SERIES · 2013–2016

XRay

14 WORKS

The X-Ray series occupies a singular position within David Černý's practice — at once intimate in scale and unsettling in implication. Initiated in 2013 and continuing through the present, the works take their conceptual departure from a deeply mundane, hypermodern ritual: passing through airport security. Struck by the quiet violence of the X-ray scanner — its capacity to expose, without permission, the private contents of personal objects — Černý began casting three-dimensional replicas of everyday items in translucent epoxy and polymer resin. Guns, bullets, grenades, and toy babies are suspended within these luminous blocks, rendered eerily visible, as if permanently frozen mid-scan. The result is a body of work that transforms the logic of surveillance into sculpture. The series encompasses a range of motifs and formats, from compact wall-mounted reliefs to fully realized assemblages. Works such as Violin — a transparent violin case harbouring firearms and a grenade alongside miniature plastic infants — are emblematic of Černý's method: familiar objects defamiliarized through radical transparency, their latent danger made literal. Other pieces in the series, including Suitcase, Travel Bag, and the various Guns works, accumulate into a taxonomy of threat, where the banality of luggage and the lethality of weapons are collapsed into a single image. The colour variants — green, blue, and others — introduce a further aesthetic register, one that oscillates between clinical objectivity and something approaching the decorative, making the violence no less present but somehow harder to locate. Černý's X-Ray works function as a sustained meditation on visibility, control, and contemporary anxiety.
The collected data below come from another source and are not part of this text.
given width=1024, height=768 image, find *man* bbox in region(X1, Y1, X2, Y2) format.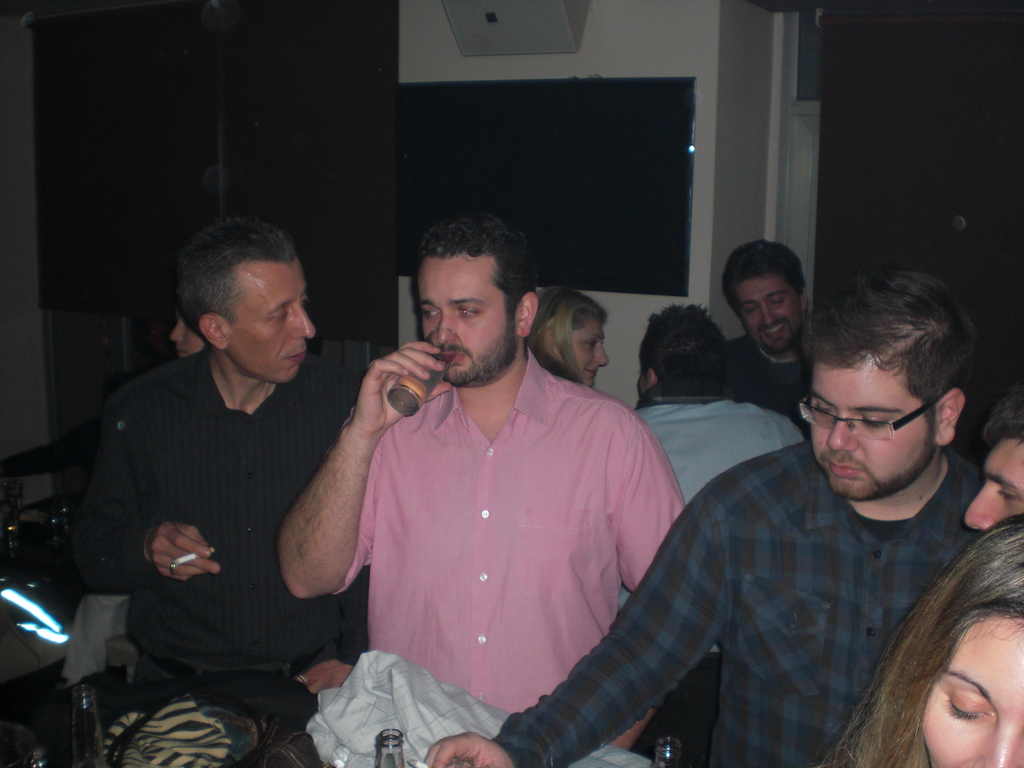
region(632, 301, 800, 767).
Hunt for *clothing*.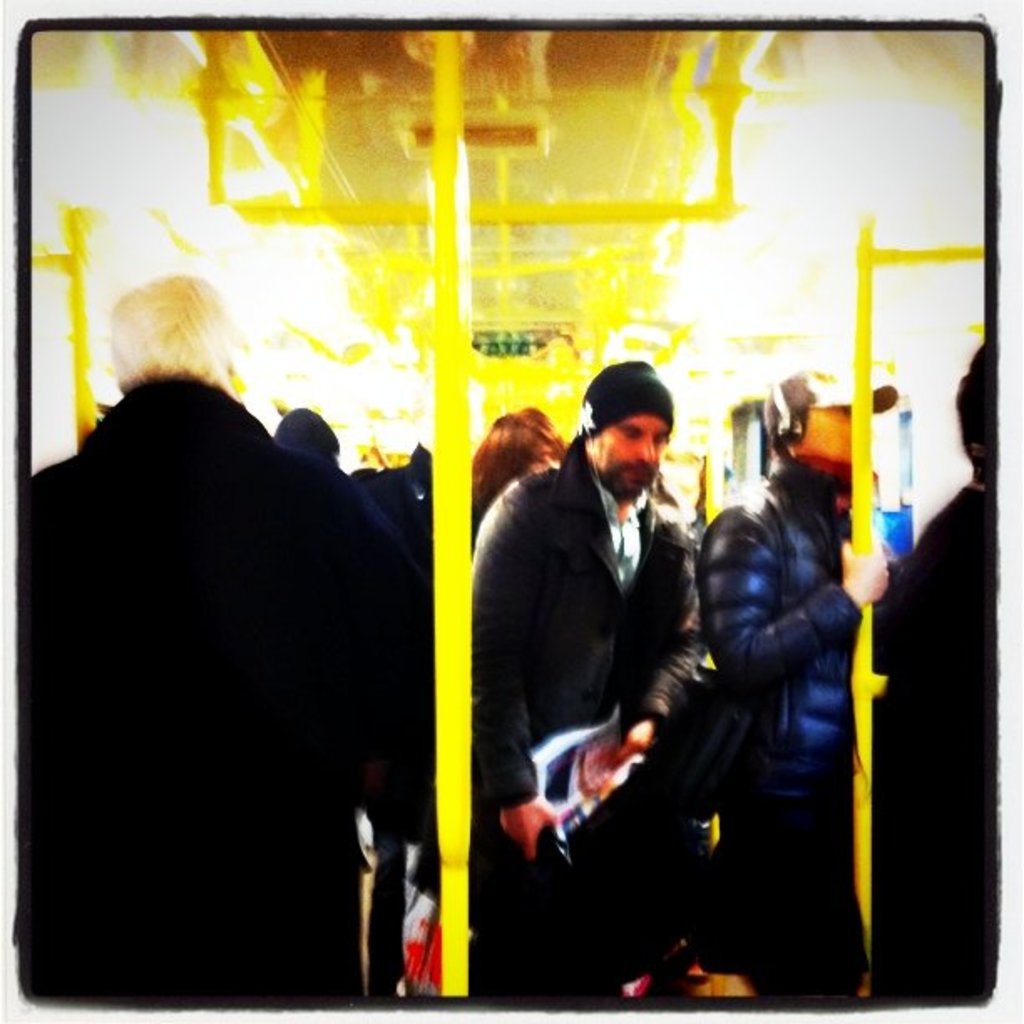
Hunted down at detection(696, 490, 860, 1002).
They expose not only weapons, but the systems of power that seek to contain them — and the unease that persists regardless. Represented internationally through galleries including ARTAFFAIR (Regensburg/Munich) and HOHMANN (Palm Springs), and displayed prominently in Černý's own museum, the MUSOLEUM in Prague, the series has become central to understanding the artist's broader interrogation of the post-Cold War world: a place where security theater and political violence coexist in unsettling proximity, rendered here in resin, with unsettling clarity.